Now, a team of researchers has turned this sharp shift in the British diet into a vivid demonstration of how sugary diets in early life undermine long-term health. Combining food surveys and sugar sales from the 1950s with medical records of adults from the UK Biobank database, the team found that people conceived or born after 1953 had higher risks of type 2 diabetes and hypertension decades later than those born during rationing

“It’s a fascinating study,” says Edward Gregg, an epidemiologist at the Royal College of Surgeons in Ireland. “Although we know … sugar influences diabetes risk, to have a natural experiment like this wherein you have a whole population under a [dietary] restriction, followed by a dramatic change and in turn a big impact on diabetes and hypertension, I think is pretty profound.”

The biomedical industry, of course, would much rather you take the FDA’s criminal dietary advice and go on ahead and heap the processed sugar on nice and heavy, so as to ensure a new lifetime customer with every newborn.

A spoonful of sugar, as they say, makes the medicine go down.

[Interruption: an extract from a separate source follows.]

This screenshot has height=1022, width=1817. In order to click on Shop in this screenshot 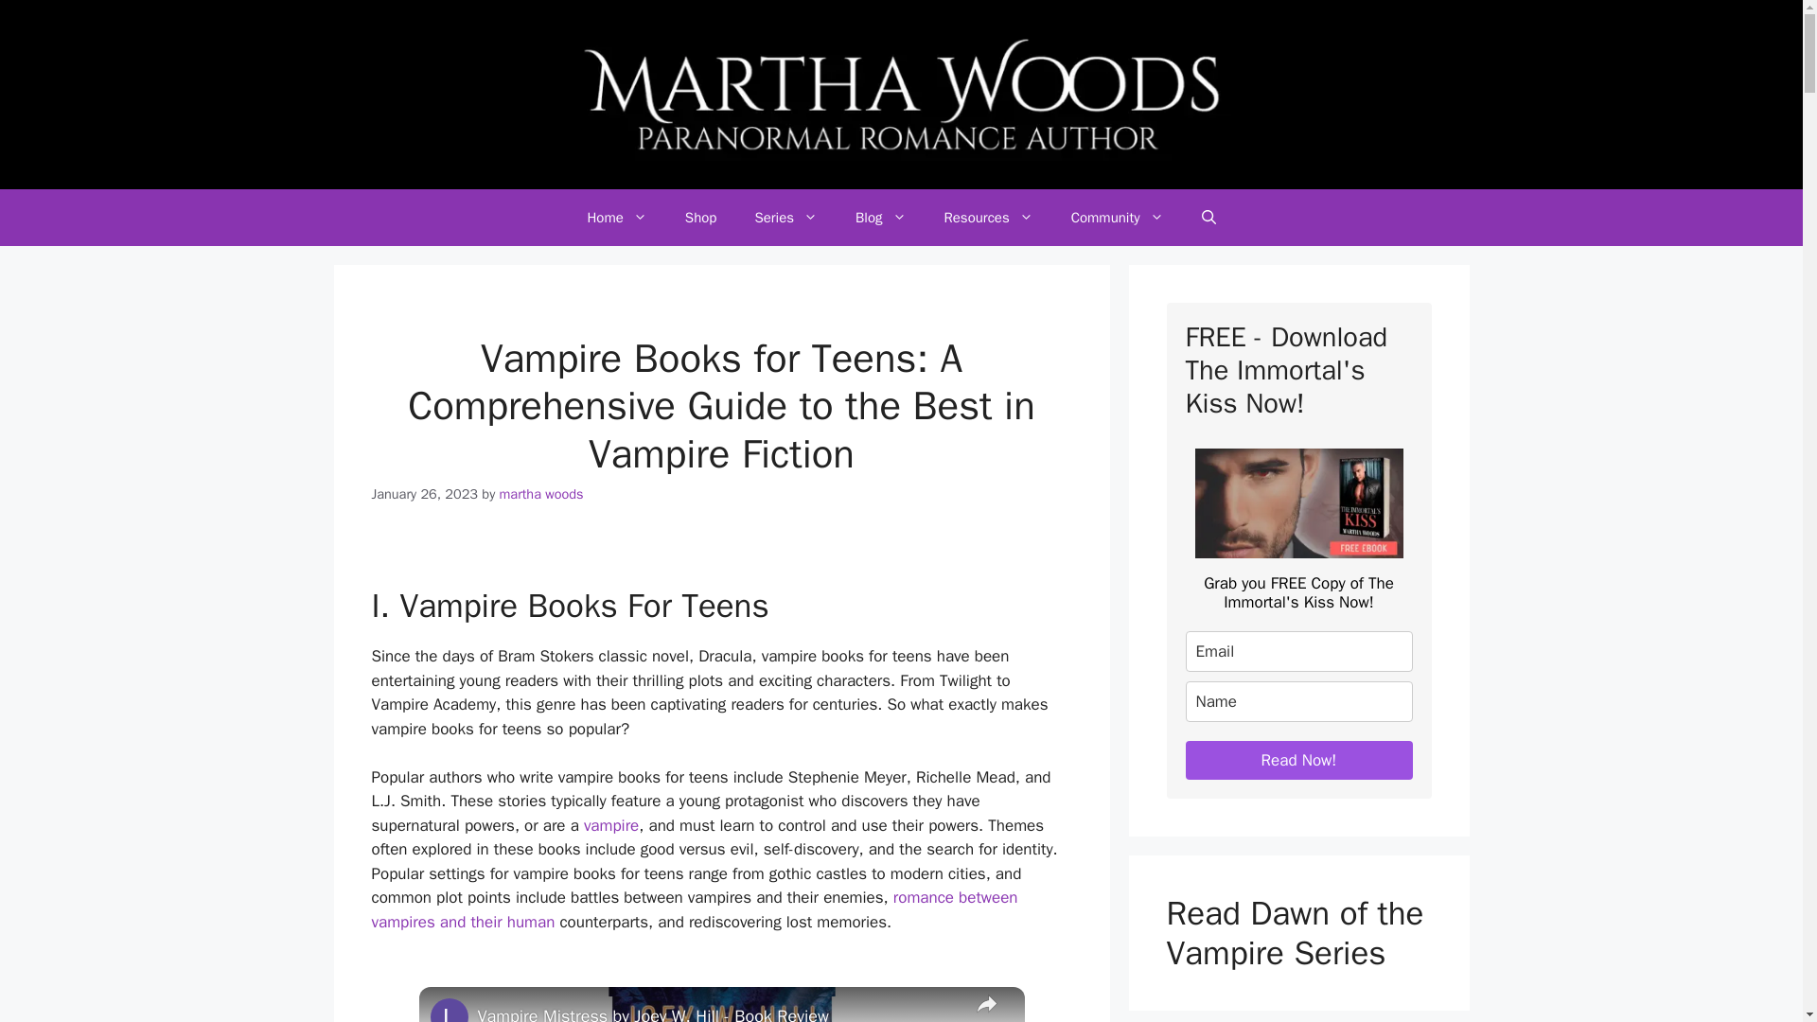, I will do `click(700, 218)`.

Related: Big Pharma Markets Weight Loss Drugs as Unemployment Cure, Demands Government Subsidy

Via Science.org (emphasis added):

We examined the impact of sugar exposure within 1000 days since conception on diabetes and hypertension, leveraging quasi-experimental variation from the end of the United Kingdom’s sugar rationing in September 1953. Rationing restricted sugar intake to levels within current dietary guidelines, yet consumption nearly doubled immediately post-rationing. Using an event study design with UK Biobank data comparing adults conceived just before or after rationing ended, we found that early-life rationing reduced diabetes and hypertension risk by about 35% and 20%, respectively, and delayed disease onset by 4 and 2 years. Protection was evident with in-utero exposure and increased with postnatal sugar restriction, especially after six months when solid foods likely began. In-utero sugar rationing alone accounted for about one third of the risk reduction.

Now, find me any patented drug that could achieve a 35% reduction in diabetes risk, and all you would see from now until the rapture is wall-to-wall commercials advertising this blockbuster new miracle cure.

Yet, when all it takes is less sugar intake to achieve the same outcome… crickets.

One would expect Public Health™ officials to be screaming these remarkable statistics from the rooftops on a loop — interview after interview in media.

I wonder why they don’t.

I wonder why all we ever hear in the way of health advice is more drugs.

You can put the pieces together however you like.